Footprints, them and whales

          Two whale ribs form an arch. My sister and I are inside of them. It’s about to start raining. Raining? Yes, it rains in the desert. I follow the edge of the sea; on it, I travel through the time that takes me back to my childhood. I reminisce in my dreams and ask myself if short stories are born out of a dream or if the dreams justify themselves in short stories. The eyes of a squid spy on me as I pose for my mom for the picture. I want to know why whales lost their legs and plunged into the sea. I want to be a mermaid with a precise shape wearing fish boots, yes, a mermaid with the heart of fire to stamp on the sea.

Them, the whales have the persistence of being. At the bottom of the Arctic sea, they gobble up till boredom, a breeding soup mixed with millions of microscopic particles of live animals and vegetal matter. Just as the whales do, these organisms migrate, but in other very brief lapses of time, their journey is associated with gravity, the day, and the night. To equate the geological times and their lowest mutations, they don’t live more than four hours. If it wasn’t like this, in one week, its reproduction would form a sphere with the same volume of the earth. Plankton, wandering and vagabond, moves by swimming weekly in bigger quantities through the seas of the cold regions. That’s why the whales stay near the Poles.

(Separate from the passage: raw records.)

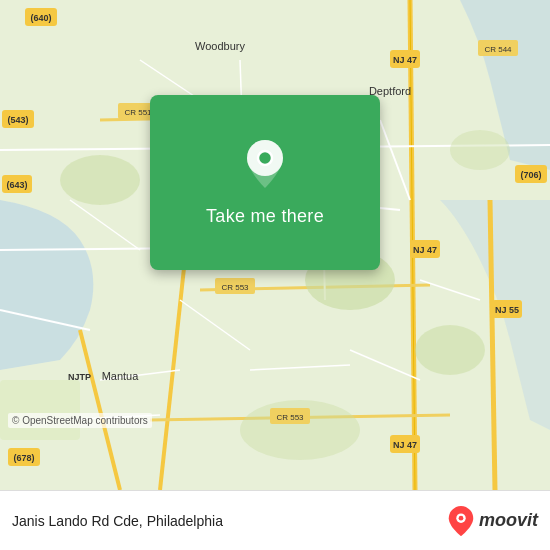 Image resolution: width=550 pixels, height=550 pixels. What do you see at coordinates (80, 377) in the screenshot?
I see `svg-text: NJTP` at bounding box center [80, 377].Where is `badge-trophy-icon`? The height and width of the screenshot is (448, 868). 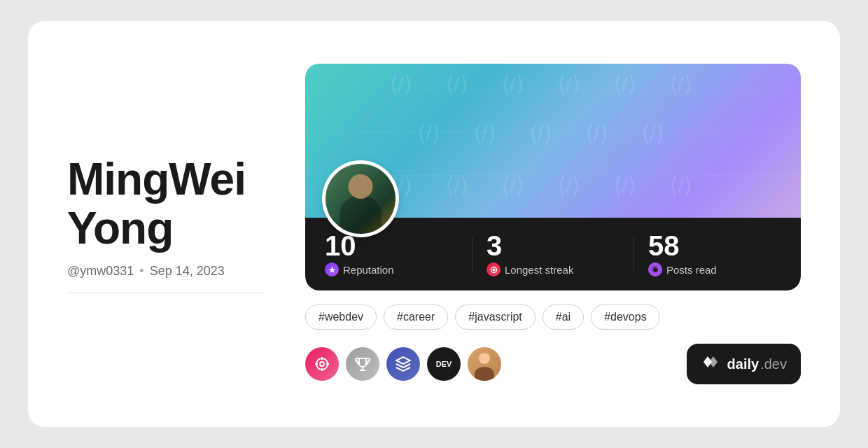
badge-trophy-icon is located at coordinates (363, 364).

The explosion of my senses expands on the horizon’s line and, without losing its aim, I know that the return will be another story. To travel is to migrate…and to swim is like dancing but on water…I submerge myself in the Gulf of California and as the deepness expands, the colors start to disappear, the red at five meters, orange at eight, yellow at eleven. It would be impossible to confirm if the green and blue don’t really exist anymore at 25 meters. I believe my lungs would explode when reaching the grays.

A footprint is a long-lasting sign that marks a past process, as is. But the index finger that I am leaving is in my wish that’s inhabited over the visible face of the moon, in its dry lava-covered plains that are regions named as seas of fertility, seas of crisis, seas of serenity, seas of humor, and the biggest stain is an Ocean of Storms. On the moon, there is neither sound nor time. Astronauts have left their footprints there and they will continue to be there forever because there is no wind or rain either to erase them.

The end is the beginning on the 28 ˚ parallel and, the whales, with an excess of salt, float to copulate, give birth, nurse, and sing according to the sinuous sand dunes on Laguna Ojo de Liebre. The singing of the dunes and them, the whales, attach to each other in long and repeated sounds that awake feelings of loss or tragedy, splash, horizontal flap, the rhythm, and the final rhyme.

The North Pole is a frozen ocean; the South Pole is a frozen continent. I go to the South but will finish on the North, above this raft of stone that floats between two seas: it’s the Baja California peninsula that will be detached from the mainland in about 50 thousand years and will be neighboring Alaska in 50 million years.